My first food-related job would have been with Chef Mike Olson when the Inn on the Twenty opened. And the story there is very neat actually. My dad during the summers because he was off would work there in a warehouse just to sort of manage and help out, etcetera, etcetera. A whole bunch of school kids would be there. And then, the warehouse got sold to Mr. Penechetti because it was the old Jordan Winery building. And so, I’d been in this warehouse and had seen it as a place of books to the ceiling—because it was a book warehouse—and then conveyor belts and forklifts and all the stuff. And all of a sudden, here’s this whole cleanup crew and they’re starting modifying this building.
So I drive by this building everyday and it’s being transformed into a restaurant. And so, I basically knew most of the people there by the time it was ready to open. I am now also enrolled in culinary school. When it was opened, it was—I don’t want to say it was a natural inclusion but I had applied and I got a position that opened. Actually, I started out as a server and that lasted all of two weeks. When Mike Olson found out I was in culinary school then I got yanked off the floor into the kitchen and it went from there.
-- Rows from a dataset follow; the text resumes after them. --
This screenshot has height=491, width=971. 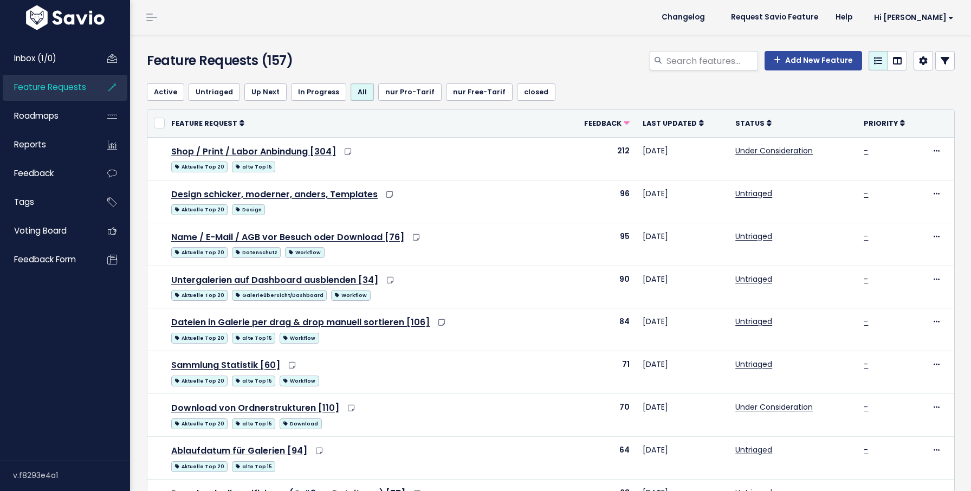 I want to click on td: 90, so click(x=599, y=287).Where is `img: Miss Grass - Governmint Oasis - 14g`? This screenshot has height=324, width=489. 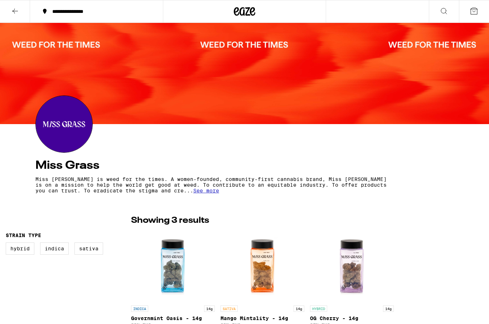 img: Miss Grass - Governmint Oasis - 14g is located at coordinates (173, 266).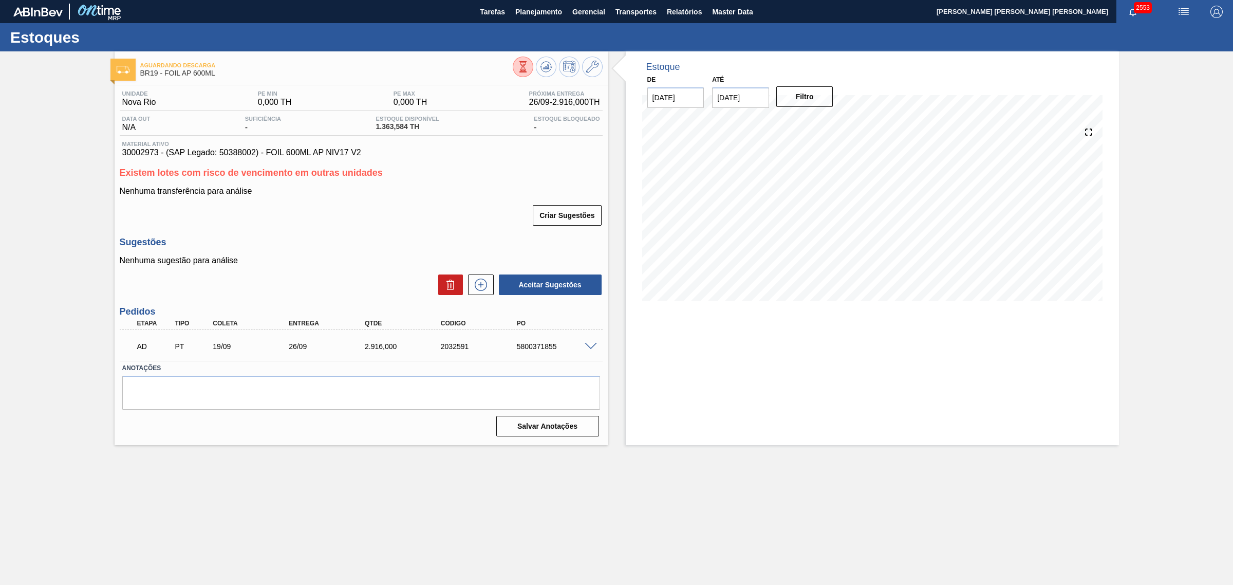 This screenshot has height=585, width=1233. What do you see at coordinates (718, 80) in the screenshot?
I see `label: Até` at bounding box center [718, 80].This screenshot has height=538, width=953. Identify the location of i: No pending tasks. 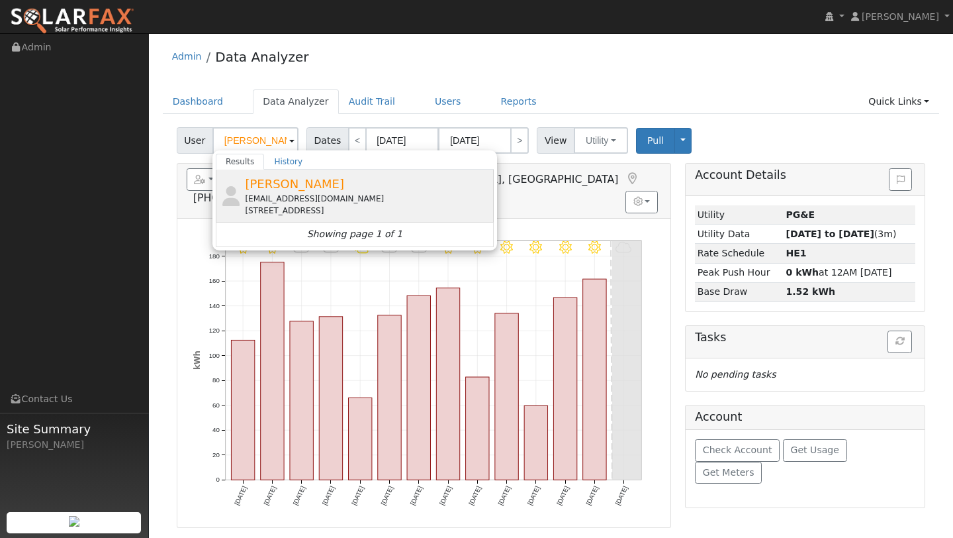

From a business perspective, I would have to say that the bulk of mentoring I received would have been from Chef Bocconi absolutely, not only from a cooking perspective and understanding how food interacts with wine, what wine does to food, what the two mean, but there’s far more to cooking than just the food. It’s also about understanding a costing of—for example, a staffing issue, a work ethic, a process of hiring and management and so on and so forth. It was never about—you know, the first thing that he would do is I would walk and he’d go, “You need to polish your shoes,” right? And things of that nature, it was never just about the food. It was about understanding what it takes to do this particular task, this job, this career.